India is taking steps to reduce its carbon footprint. The nation is growing by leaps and bounds in its solar and wind-installed capacity for power generation. The nation boasts of an installed capacity of 120 GW as of the last quarter of the financial year ending in March 2023 and is on track to achieve its 500 gigawatts (GW) green energy installed capacity target by 2030, as promised. The nation now ranks third in the Renewable Energy Country Attractiveness Index.
Besides solar and wind, the govt is also moving ahead in the field of nuclear energy, with a plan to increase the installed capacity three-fold in the next eight years. Nuclear fuel provides energy without any carbon emissions. Unlike most other sources of green energy, nuclear power provides consistent output as it does not depend on the vagaries of weather.
India has an installed nuclear capacity of 8180 megawatts or a little over 8 GW. That’s basically the average all-time power demand of Delhi. The Nuclear Power Corporation of India Limited (NPCIL), the body that governs all nuclear power plants in the country, says that installed capacity will reach 22 GW by 2032, a nearly three-fold increase. At the Nuclear Energy Summit held at Brussels in March of this year, India stated that atomic power will form a significant portion of our nation’s electricity mix. Nuclear power may add as much as 100 GW to India’s energy mix in the next quarter century. Currently, most of the energy produced in India is from coal-fuelled power plants.
Currently, seven nuclear power plants are operational in India and at least five are under various stages of completion. Work is also underway to increase the capacity of plants at Kudankulam in Tamil Nadu, Kaiga in Karnataka and Rawatbhata in Rajasthan. Eight more are to be added to the list of active nuclear power plants and will add 6.8 GW to the national grid. Another ten reactors , with a combined capacity of 7 GW, are being built in fleet mode.
The head of Rosatom, Russia’s state nuclear corporation, Alexey Likhachev stated that Russia will provide India with the next generation of nuclear fuel to produce energy. Russia has been a key partner of India in the nuclear energy sector. The statement was made in the presence of Ajit Mohanty the head of the Department of Atomic Energy (DAE) during a visit to a research institute in Tomsk in Siberia. Besides Russia, India also imports uranium from France Kazakhstan, and Uzbekistan.
The DAE is also looking at Thorium to fuel India’s future, as we have the world’s largest reserves. A three-stage programme has been planned to fuel our civil nuclear ambitions. DAE’s plan aims to multiply fissile material availablity in the country. Thorium, due to its abundance, is seen as an inexhaustible source of energy. Thorium has to be converted to Uranium in order to utilise it as a fuel source. DAE is working towards technology development to make Thorium the fuel of the future.
The government is also seeking Foreign Direct Investment (FDI) to the tune of $26 billion in the nuclear energy sector and intends to add another 11 GW of power to the national grid via these private investments.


### Task to carry out
Say only the number of lines in the entries below that contain "chart".

### Records to process
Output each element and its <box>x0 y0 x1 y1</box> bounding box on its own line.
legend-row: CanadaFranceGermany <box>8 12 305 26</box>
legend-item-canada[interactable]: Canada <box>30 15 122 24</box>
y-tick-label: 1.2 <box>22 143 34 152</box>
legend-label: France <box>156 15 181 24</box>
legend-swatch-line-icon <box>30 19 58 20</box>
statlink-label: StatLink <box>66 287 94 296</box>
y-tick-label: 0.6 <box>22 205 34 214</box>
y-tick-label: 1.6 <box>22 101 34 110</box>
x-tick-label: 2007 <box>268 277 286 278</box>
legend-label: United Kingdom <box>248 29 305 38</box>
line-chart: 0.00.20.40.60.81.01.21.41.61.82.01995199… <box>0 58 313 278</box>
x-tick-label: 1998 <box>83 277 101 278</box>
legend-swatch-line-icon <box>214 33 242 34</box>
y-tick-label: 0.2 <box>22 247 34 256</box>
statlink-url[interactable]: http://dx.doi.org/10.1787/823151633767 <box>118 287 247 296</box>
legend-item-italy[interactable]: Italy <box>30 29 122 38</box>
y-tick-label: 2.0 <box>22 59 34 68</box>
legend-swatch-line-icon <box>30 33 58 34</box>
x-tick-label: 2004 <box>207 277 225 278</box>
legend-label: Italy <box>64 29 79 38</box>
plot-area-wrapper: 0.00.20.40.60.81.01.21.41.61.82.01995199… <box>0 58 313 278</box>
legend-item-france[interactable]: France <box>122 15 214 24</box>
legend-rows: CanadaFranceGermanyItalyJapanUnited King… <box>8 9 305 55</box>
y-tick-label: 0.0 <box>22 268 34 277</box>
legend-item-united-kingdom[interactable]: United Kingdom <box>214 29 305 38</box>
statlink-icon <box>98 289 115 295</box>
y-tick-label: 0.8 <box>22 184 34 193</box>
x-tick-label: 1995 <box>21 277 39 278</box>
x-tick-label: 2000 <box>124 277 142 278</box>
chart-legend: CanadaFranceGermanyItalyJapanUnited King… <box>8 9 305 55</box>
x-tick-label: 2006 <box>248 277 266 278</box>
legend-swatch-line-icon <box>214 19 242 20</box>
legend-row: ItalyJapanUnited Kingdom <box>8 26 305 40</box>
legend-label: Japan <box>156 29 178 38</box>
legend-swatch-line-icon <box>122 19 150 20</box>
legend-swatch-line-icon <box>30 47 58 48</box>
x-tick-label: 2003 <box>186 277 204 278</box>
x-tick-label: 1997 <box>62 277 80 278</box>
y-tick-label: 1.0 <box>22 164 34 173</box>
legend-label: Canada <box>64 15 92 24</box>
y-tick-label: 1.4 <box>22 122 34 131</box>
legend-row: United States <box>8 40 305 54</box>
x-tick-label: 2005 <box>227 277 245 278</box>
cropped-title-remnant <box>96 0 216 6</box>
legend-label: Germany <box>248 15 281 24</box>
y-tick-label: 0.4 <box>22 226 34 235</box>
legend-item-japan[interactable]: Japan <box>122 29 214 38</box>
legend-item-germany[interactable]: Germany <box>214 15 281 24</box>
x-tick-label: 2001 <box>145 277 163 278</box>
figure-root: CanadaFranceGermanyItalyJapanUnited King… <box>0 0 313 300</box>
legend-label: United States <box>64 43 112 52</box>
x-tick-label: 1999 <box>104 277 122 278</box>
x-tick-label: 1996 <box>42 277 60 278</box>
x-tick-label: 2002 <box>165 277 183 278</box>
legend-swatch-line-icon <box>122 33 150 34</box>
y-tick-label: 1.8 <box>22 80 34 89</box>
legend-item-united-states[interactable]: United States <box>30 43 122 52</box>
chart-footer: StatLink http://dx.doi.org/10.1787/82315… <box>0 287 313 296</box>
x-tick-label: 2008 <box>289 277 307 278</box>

### Solution
3